Online Moving-Window Ridge Regression
You can use this same closed-form solution to update your $\beta$ online, even in a moving-window context. Suppose you have $m$ data points $x_1, \ldots, x_m$ and m responses $y_1, \ldots, y_m$ and your moving-window size is $L \leq m$.
Note that you can rewrite the closed-form solution as $\left(\sum_{i=1}^L x_ix_i^T + \lambda I\right)^{-1}\sum_{i=1}^L y_ix_i = A^{-1}b$.
- Initialize $A = \sum_{i=1}^L x_ix_i^T + \lambda I$ and $b = \sum_{i=1}^L y_ix_i$.
- A new point $x_{m+1}$ comes in.
- Set $A = A + x_{m+1}x_{m+1}^T - x_{m-L}x_{m-L}^T$. This adds the information in the new data point to $A$ while removing the information from the old data point now outside the moving window.
- Predict $f(x_{m+1}) = b^TA^{-1}x_{m+1}$
- Receive $y_{m+1}$
- Update $b = b + y_{m+1}x_{m+1} - y_{m-L}x_{m-L}$
You can also use the Sherman-Morrison formula to update $A^{-1}$ directly instead of recomputing the inverse every time. You can see this paper for more information about online moving-window ridge regression.
Change in $\beta$ Analytically
Suppose the current $\beta$ is $\beta_t = A_t^{-1}b_t$, where $A$ and $b$ are defined as above.
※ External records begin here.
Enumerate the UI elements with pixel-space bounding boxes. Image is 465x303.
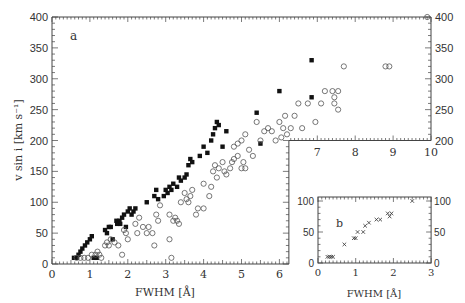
- svg-text:10: 10: [424, 146, 438, 159]
- panel-b-label: b: [336, 217, 343, 230]
- svg-text:50: 50: [434, 227, 446, 238]
- svg-text:7: 7: [314, 146, 321, 159]
- svg-text:250: 250: [435, 104, 453, 116]
- svg-text:0: 0: [42, 258, 48, 270]
- svg-text:1: 1: [353, 267, 359, 278]
- svg-text:0: 0: [308, 258, 314, 269]
- svg-text:3: 3: [162, 268, 169, 281]
- svg-text:350: 350: [435, 42, 453, 54]
- y-axis-label: v sin i [km s⁻¹]: [12, 99, 25, 182]
- svg-text:50: 50: [303, 227, 315, 238]
- panel-a-label: a: [70, 29, 77, 43]
- svg-text:0: 0: [49, 268, 56, 281]
- svg-text:200: 200: [30, 135, 48, 147]
- chart-svg: 0123456789100501001502002002502503003003…: [0, 0, 465, 303]
- svg-text:9: 9: [390, 146, 397, 159]
- svg-text:200: 200: [435, 135, 453, 147]
- svg-text:4: 4: [200, 268, 207, 281]
- svg-text:8: 8: [352, 146, 359, 159]
- svg-text:100: 100: [434, 196, 451, 207]
- svg-text:350: 350: [30, 42, 48, 54]
- chart-figure: 0123456789100501001502002002502503003003…: [0, 0, 465, 303]
- svg-text:300: 300: [30, 73, 48, 85]
- svg-text:150: 150: [30, 165, 48, 177]
- svg-text:0: 0: [434, 258, 440, 269]
- x-axis-label-b: FWHM [Å]: [347, 288, 401, 299]
- svg-text:300: 300: [435, 73, 453, 85]
- svg-text:0: 0: [315, 267, 321, 278]
- svg-text:400: 400: [30, 11, 48, 23]
- svg-text:2: 2: [390, 267, 396, 278]
- svg-text:1: 1: [86, 268, 93, 281]
- svg-text:6: 6: [276, 268, 283, 281]
- svg-text:100: 100: [297, 196, 314, 207]
- svg-text:50: 50: [36, 227, 48, 239]
- svg-text:5: 5: [238, 268, 245, 281]
- x-axis-label-a: FWHM [Å]: [135, 285, 195, 299]
- svg-text:100: 100: [30, 196, 48, 208]
- svg-text:400: 400: [435, 11, 453, 23]
- svg-text:2: 2: [124, 268, 131, 281]
- svg-text:250: 250: [30, 104, 48, 116]
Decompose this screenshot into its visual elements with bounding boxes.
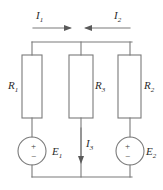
resistor-label-R3: R3 <box>95 80 105 94</box>
current-I1-arrowhead <box>64 25 72 31</box>
source-label-E1: E1 <box>52 146 62 160</box>
current-label-I3: I3 <box>86 138 93 152</box>
current-I3-arrowhead <box>78 156 84 164</box>
resistor-R2-body <box>118 55 141 118</box>
source-E1-plus-sign: + <box>31 142 36 151</box>
current-I2-arrowhead <box>84 25 92 31</box>
circuit-schematic-graphic <box>0 0 163 190</box>
source-label-E2: E2 <box>146 146 156 160</box>
source-E2-plus-sign: + <box>125 142 130 151</box>
source-E2-minus-sign: − <box>125 152 130 161</box>
resistor-R1-body <box>22 55 42 118</box>
resistor-label-R2: R2 <box>144 80 154 94</box>
resistor-R3-body <box>69 55 93 118</box>
current-label-I2: I2 <box>114 10 121 24</box>
current-label-I1: I1 <box>36 10 43 24</box>
circuit-diagram: I1 I2 I3 R1 R3 R2 E1 E2 + − + − <box>0 0 163 190</box>
resistor-label-R1: R1 <box>8 80 18 94</box>
source-E1-minus-sign: − <box>31 152 36 161</box>
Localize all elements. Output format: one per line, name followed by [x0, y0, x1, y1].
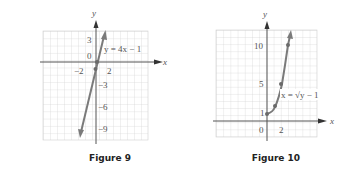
point-3-10	[286, 43, 290, 47]
tick-y-minus-6: −6	[98, 102, 108, 112]
figure-10: y x 10 5 1 0 2 x = √y − 1 Figure 10	[180, 0, 355, 150]
point-2-5	[279, 82, 283, 86]
figure-10-caption: Figure 10	[236, 153, 316, 163]
point-x-intercept	[95, 60, 99, 64]
equation-label: y = 4x − 1	[104, 44, 141, 54]
point-y-intercept	[94, 67, 98, 71]
point-0-1	[265, 112, 269, 116]
tick-x-2: 2	[279, 125, 284, 135]
tick-x-0: 0	[259, 125, 264, 135]
point-1-2	[273, 104, 277, 108]
figure-9: y x 3 0 −2 2 −3 −6 −9 y = 4x − 1 Figure …	[0, 0, 180, 150]
x-axis-label: x	[329, 116, 334, 126]
y-axis-arrow-icon	[94, 20, 99, 28]
tick-y-3: 3	[87, 35, 92, 45]
y-axis-label: y	[91, 8, 96, 18]
tick-y-0: 0	[87, 51, 92, 61]
x-axis-label: x	[162, 57, 167, 67]
equation-label: x = √y − 1	[281, 90, 319, 100]
tick-y-10: 10	[254, 41, 264, 51]
tick-x-minus-2: −2	[74, 66, 84, 76]
tick-y-minus-9: −9	[98, 124, 108, 134]
tick-y-1: 1	[260, 108, 265, 118]
figure-10-plot: y x 10 5 1 0 2 x = √y − 1	[180, 0, 355, 150]
figure-9-caption: Figure 9	[70, 153, 150, 163]
figure-9-plot: y x 3 0 −2 2 −3 −6 −9 y = 4x − 1	[0, 0, 180, 150]
x-axis-arrow-icon	[154, 60, 163, 65]
tick-y-5: 5	[259, 79, 264, 89]
x-axis-arrow-icon	[318, 119, 327, 124]
y-axis-label: y	[262, 9, 267, 19]
tick-y-minus-3: −3	[98, 80, 108, 90]
y-axis-arrow-icon	[265, 21, 270, 29]
tick-x-2: 2	[107, 66, 112, 76]
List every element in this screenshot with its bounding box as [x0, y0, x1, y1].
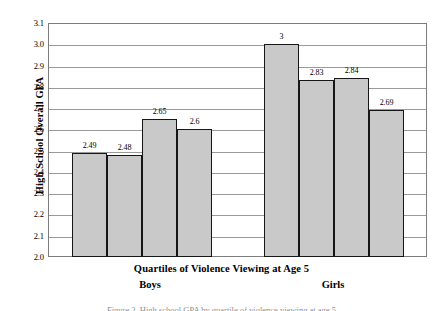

After a new data point $x_t$ is received and an old data point $x_{t-L}$ is dropped, we have \begin{align*} \beta_{t+1} &= A_{t+1}^{-1}b_{t+1}\\ &= \left[A_t^{-1} -\frac{\left(A_t^{-1}(x_t-x_{t-L})\right)\left(A_t^{-1}(x_t-x_{t-L})\right)^T}{1+(x_t-x_{t-L})^TA_t^{-1}(x_t-x_{t-L})}\right]\left(b_t + y_tx_t - y_{t-L}x_{t-L}\right) \end{align*} This is from the Sherman-Morrison formula and the definition of $A$ and $b$ updates.
Denote $\frac{\left(A_t^{-1}(x_t-x_{t-L})\right)\left(A_t^{-1}(x_t-x_{t-L})\right)^T}{1+(x_t-x_{t-L})^TA_t^{-1}(x_t-x_{t-L})}$ by (*), then we have, \begin{align*} \beta_t - \beta_{t+1} &= A_t^{-1}b_t - A_{t+1}^{-1}b_{t+1}\\ &= A_t^{-1}b_t - \left(A_t^{-1} -(*)\right)\left(b_t + y_tx_t - y_{t-L}x_{t-L}\right)\\ &= [A_t^{-1}-(*)]y_tx_t - [A_t^{-1} - (*)]y_{t-L}x_{t-L} - (*)b_t\\ &= [A_t^{-1}-(*)](y_tx_t - y_{t-L}x_{t-L}) - (*)b_t \end{align*}
Note that if $y_tx_t = y_{t-L}x_{t-L}$ then $(*) = 0$ and $\beta_t = \beta_{t+1}$TBD. This makes sense intuitively and is a good sanity check, the data hasn't changed so $\beta$ shouldn't.
Hope this is helpful, might add a bit more later.